### [About this exercise]
Make an exact copy of the records, dropping all pictures.

(Stored data)
▶
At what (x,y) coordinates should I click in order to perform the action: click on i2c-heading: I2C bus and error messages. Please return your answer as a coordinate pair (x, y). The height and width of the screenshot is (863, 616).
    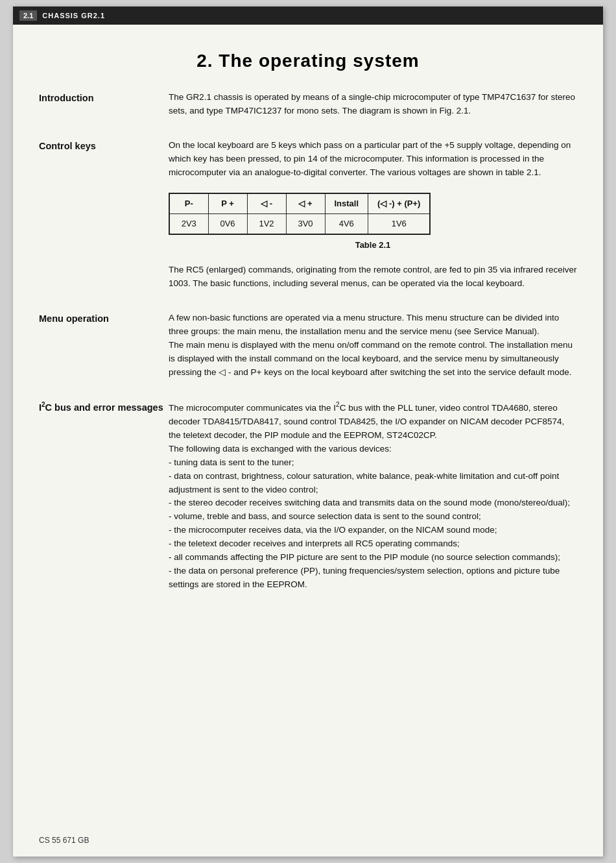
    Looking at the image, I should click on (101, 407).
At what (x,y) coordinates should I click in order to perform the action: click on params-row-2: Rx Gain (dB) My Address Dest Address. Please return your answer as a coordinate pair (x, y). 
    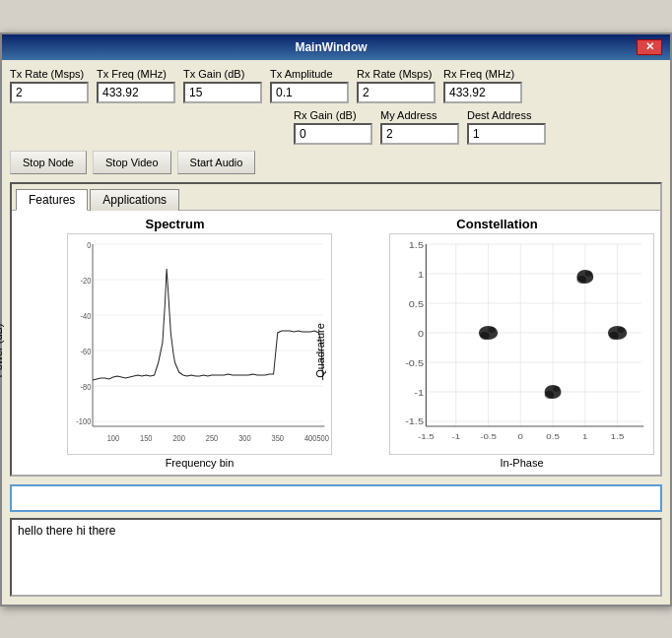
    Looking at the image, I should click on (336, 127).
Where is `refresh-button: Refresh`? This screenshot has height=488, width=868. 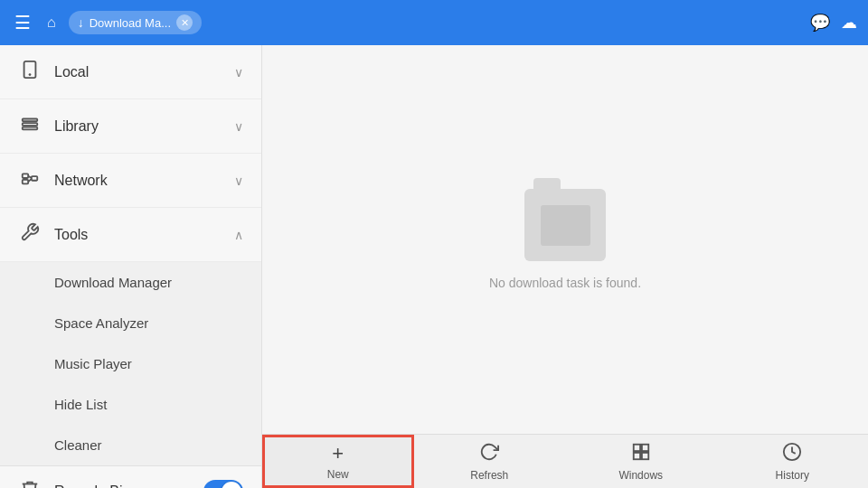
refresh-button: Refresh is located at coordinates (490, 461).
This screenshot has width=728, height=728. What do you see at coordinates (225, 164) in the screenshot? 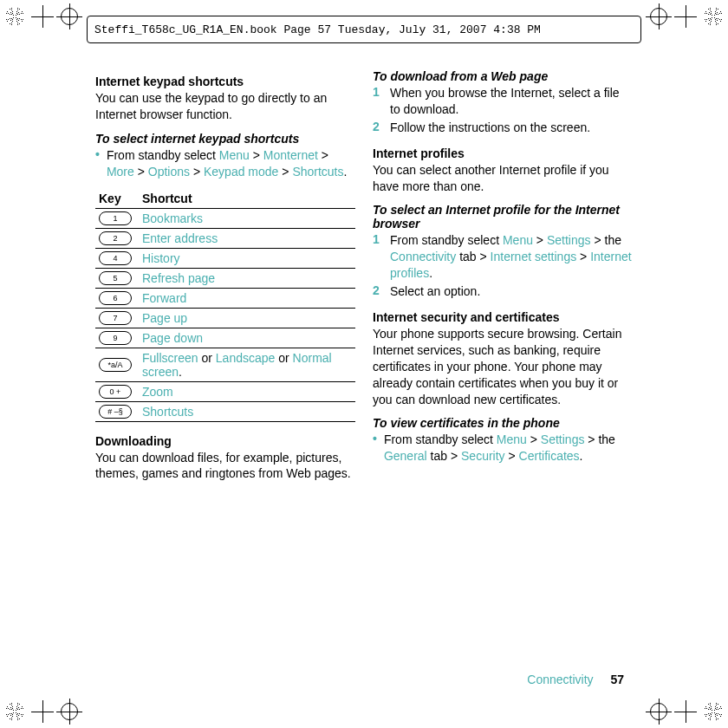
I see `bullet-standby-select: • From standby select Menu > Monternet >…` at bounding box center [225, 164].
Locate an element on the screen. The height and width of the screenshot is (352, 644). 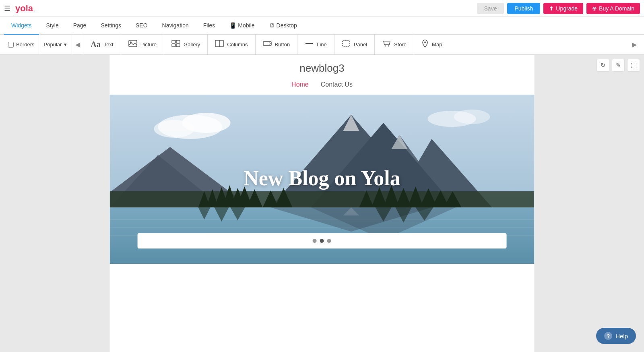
◀
### [Solved problem]
At what (x,y) coordinates should I click in order to perform the action: click on i2c-heading: I2C bus and error messages. Please return your answer as a coordinate pair (x, y). The height and width of the screenshot is (863, 616).
    Looking at the image, I should click on (101, 407).
At what (x,y) coordinates should I click in order to perform the action: click on params-row-2: Rx Gain (dB) My Address Dest Address. Please return your answer as a coordinate pair (x, y). 
    Looking at the image, I should click on (336, 127).
Where is `refresh-button: Refresh`? This screenshot has height=488, width=868. 
refresh-button: Refresh is located at coordinates (490, 461).
This screenshot has width=728, height=728. What do you see at coordinates (225, 164) in the screenshot? 
I see `bullet-standby-select: • From standby select Menu > Monternet >…` at bounding box center [225, 164].
Locate an element on the screen. The height and width of the screenshot is (352, 644). 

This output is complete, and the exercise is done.